A guest post from Sinead Murphy, author of Zombie University. It was written to support the current UCU strike.
We were horrified at Trump’s great wall and indulged ourselves in an oh-so-liberal outrage. Again and again we were directed to loathe it, by the media and their politician-puppets. And we did loathe it, again and again. And all the while, a real wall continued to rise, far higher than Trump’s folly ever could. Britain, among other countries, is cut through by this real wall. On one side are those with access to the trillions ‘printed’ by ‘quantitative easing’, at zero percent, or even ‘negative percent’, interest-rates. On the other side is everyone else, who continue to suffer the ‘credit crunch’ and who sometimes pay interest-rates equivalent to one-thousand percent or more for loans from ‘pay-day’ providers. On one side, lots of cash at no cost. On the other side, very little cash at high cost. The result is neo-Feudal Britain, founded upon a drastically unequal distribution of money and risk allied with the very sinister principle that where the money goes the risk does not. How paltry Trump’s mere bricks and mortar, next to this financial engineering.
But what of the University in neo-Feudal Britain? Does it take issue with the accumulation-by-dispossession that has so surely impoverished all but the few? Does it put all its left-liberal posturing to work in defence of the right-to-livelihood of those it employs? On the contrary.

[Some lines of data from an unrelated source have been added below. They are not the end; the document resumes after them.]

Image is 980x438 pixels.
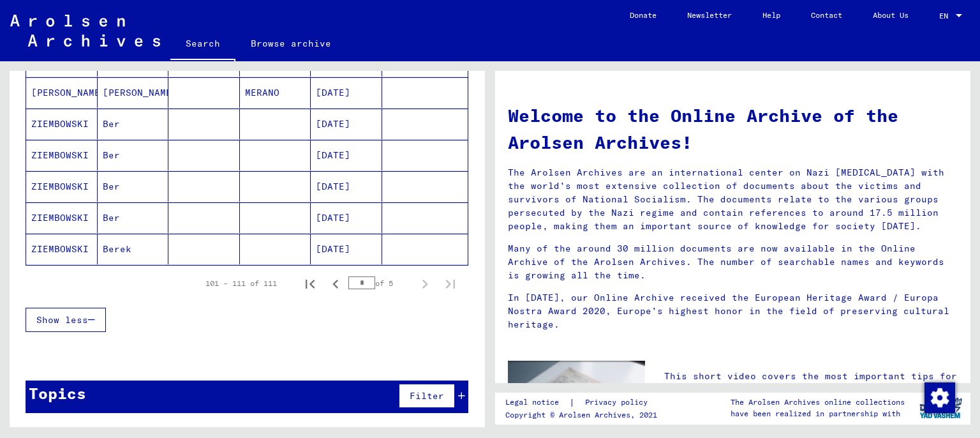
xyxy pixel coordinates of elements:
[170,28,235,61] a: Search
[311,140,382,170] mat-cell: [DATE]
[505,396,569,409] a: Legal notice
[311,234,382,264] mat-cell: [DATE]
[508,291,958,331] p: In [DATE], our Online Archive received the European Heritage Award / Europa Nostra Award 2020, Eu...
[438,271,463,296] button: Last page
[26,234,98,264] mat-cell: ZIEMBOWSKI
[26,171,98,202] mat-cell: ZIEMBOWSKI
[29,382,86,405] div: Topics
[508,102,958,156] h1: Welcome to the Online Archive of the Arolsen Archives!
[323,271,348,296] button: Previous page
[508,242,958,282] p: Many of the around 30 million documents are now available in the Online Archive of the Arolsen Ar...
[36,314,88,325] span: Show less
[26,203,98,233] mat-cell: ZIEMBOWSKI
[98,203,169,233] mat-cell: Ber
[664,370,958,396] p: This short video covers the most important tips for searching the Online Archive.
[917,392,964,424] img: yv_logo.png
[412,271,438,296] button: Next page
[731,408,904,419] p: have been realized in partnership with
[410,390,444,402] span: Filter
[10,15,160,47] img: Arolsen_neg.svg
[311,77,382,108] mat-cell: [DATE]
[26,140,98,170] mat-cell: ZIEMBOWSKI
[348,277,412,289] div: of 5
[924,382,955,413] img: Change consent
[505,409,663,421] p: Copyright © Arolsen Archives, 2021
[98,109,169,139] mat-cell: Ber
[297,271,323,296] button: First page
[575,396,663,409] a: Privacy policy
[939,12,953,21] span: EN
[26,109,98,139] mat-cell: ZIEMBOWSKI
[311,203,382,233] mat-cell: [DATE]
[235,28,346,58] a: Browse archive
[311,109,382,139] mat-cell: [DATE]
[98,77,169,108] mat-cell: [PERSON_NAME]
[98,234,169,264] mat-cell: Berek
[505,396,663,409] div: |
[26,77,98,108] mat-cell: [PERSON_NAME]
[311,171,382,202] mat-cell: [DATE]
[508,361,645,436] img: video.jpg
[98,171,169,202] mat-cell: Ber
[731,396,904,408] p: The Arolsen Archives online collections
[206,277,277,289] div: 101 – 111 of 111
[240,77,311,108] mat-cell: MERANO
[508,166,958,233] p: The Arolsen Archives are an international center on Nazi [MEDICAL_DATA] with the world’s most ext...
[399,384,455,408] button: Filter
[98,140,169,170] mat-cell: Ber
[26,308,106,332] button: Show less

The supposed institution of ideas accepts that there-is-no-alternative idea, and duly plays its part in the British horror show: the low interest-rates that have made such a playground for the elites on the other side of the wall have suppressed yield on investments on both sides of the wall, with the result that pension funds have to engage in more ‘imaginative’ speculation, where increased risk comes with increased potential return; and, on that sinister principle that risk must now be borne by the most vulnerable, the University has ruled that the worker take on the risk of her pension contributions doing badly in a market entirely rigged in favour of those who are paid money to borrow it and speculate with it – ‘Defined Contribution,’ not ‘Defined Benefit.’
My Zombie University makes and argues for the claim that, as the Bank now does nothing more or less than steal our money, so the University now does nothing more or less than suppress our thoughts. But it turns out that, given half a chance, the University will steal our money too.